The second one doesn’t ‘bother’ them but the first one makes them very happy in a very ‘in your face’ way.
Exactly.
I am despairing. If my local Repub club caves to this nonsense - IOW they are playing the BLM game - how do I connect with anyone locally reliably about this whole insurrection?
That was one day.
My understanding is TX as a whole state did not permanently honor this until 1980. Per other poster comment.
Noted. You'll be remembered.
i celebrated with a watermelon.
KY - 225,000 slaves per 1960 census
22,000 slaves freed by the 13th Amendment
Is this a case of the glass being one-tenth empty or a case of the glass being nine-tenths full?
Why didn’t KY abolish slavery completely and not only see it reduced by 90 percent?
In contrast to the lie perpetrated by the movie Lincoln (which, nevertheless, was a great movie), there was no actual opposition to emancipation by the time of the debate on the 13th Amendment, the question was compensation. Kentucky thought, having been a loyal slave state, its slaveowners should be compensated. The Congress ended slavery in D.C. with compensation. Shouldn’t the loyal slave states be treated on a similar basis?
In fact, the Emancipation Proclamation provided a form of compensation: slaveowners in the loyal slave states would receive the enlistment bonus of slaves joining the union army. This freed about one-tenth of the slaves of Kentucky. Another eight-tenths simply ran away.

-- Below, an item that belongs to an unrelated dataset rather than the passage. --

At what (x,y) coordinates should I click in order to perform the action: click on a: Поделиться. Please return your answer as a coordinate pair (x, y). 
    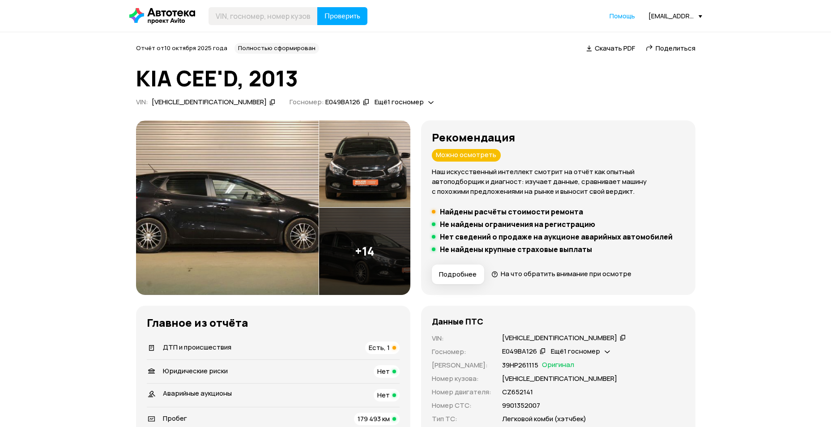
    Looking at the image, I should click on (670, 48).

In hindsight, the Brits ended slavery the right way, with compensation. (This doesn’t mean there were no complications.)
The Czars ended serfdom with a short period of transition (serfs had to continue to work for their former masters for two more years). However, Czars had more leeway about things like this because they’re not constrained by democracy.
We, in contrast, suffered an awful civil war. I’m not a pacifist, but wars not only put people into graves, they create harsh feelings that persist for generations. It should not be surprising that many wars lead to future wars and that those who are vanquished by war often take their revenge on the vulnerable among them.

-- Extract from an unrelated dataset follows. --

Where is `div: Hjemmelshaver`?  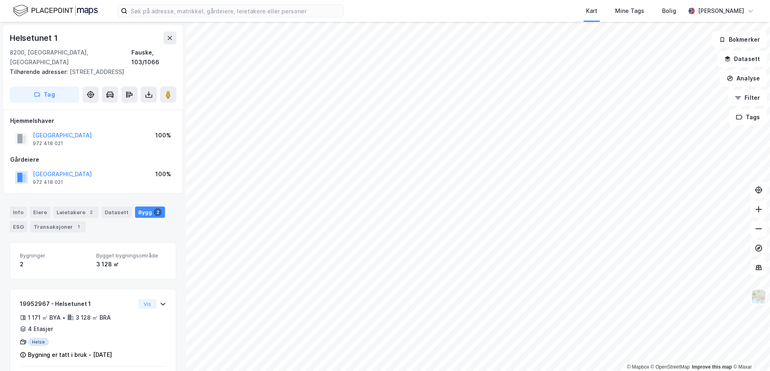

Not much of history seems to be important today, why is this day so important?
I hope u do remember me
I always recall south bashers
The fact you cling to that virtue signaling garbage while we lose out country and western civilization
Says plenty
Was scheduled to work my day off for some extra cash, turns out our day shift was made to take 1/2 day and us overtime guys were sent home before our day started.
Never heard of juneteenth before, not an immediate fan of it.
Its not Juneteenf?!
Total BS
If invited to a party to celebrate it we went and had a good time. Now I think it has become tainted with politics.
If the same people who I know in the past have celebrated it invite us over we will go. Those who are trying to be fashionable and trendy will receive a polite decline.
Yes, in Texas it has mostly been an East Texas upper Gulf Coast celebration. Austin, DFW, a few other larger Central Texas cities also. I have no problem with being it appropriated as a national celebration but find it ironic or funny (I can’t find the right word) that a celebration regional to only part of Texas would become national.
Bookmark
I think it should be lumped in with MLK day, the same way they did with American Presidents.
A few days ago someone mentioned that his company was giving a half day for Juneteenth.
In true FReeper fashion, someone responded the it should be 3/5 of a day.
i first heard about it when i moved to texas in the early ‘70s. i remember all the stores having watermelon on sale.
Our side has to define it, though.
It’s a very GOOD thing, and our side made it happen. It’s everything we should stand for. Freedom. Equality of opportunity. Looking at the heart, not the skin color.
Never heard of it.
By coincidence, Jefferson Davis died on December 6 (many years later--in 1889).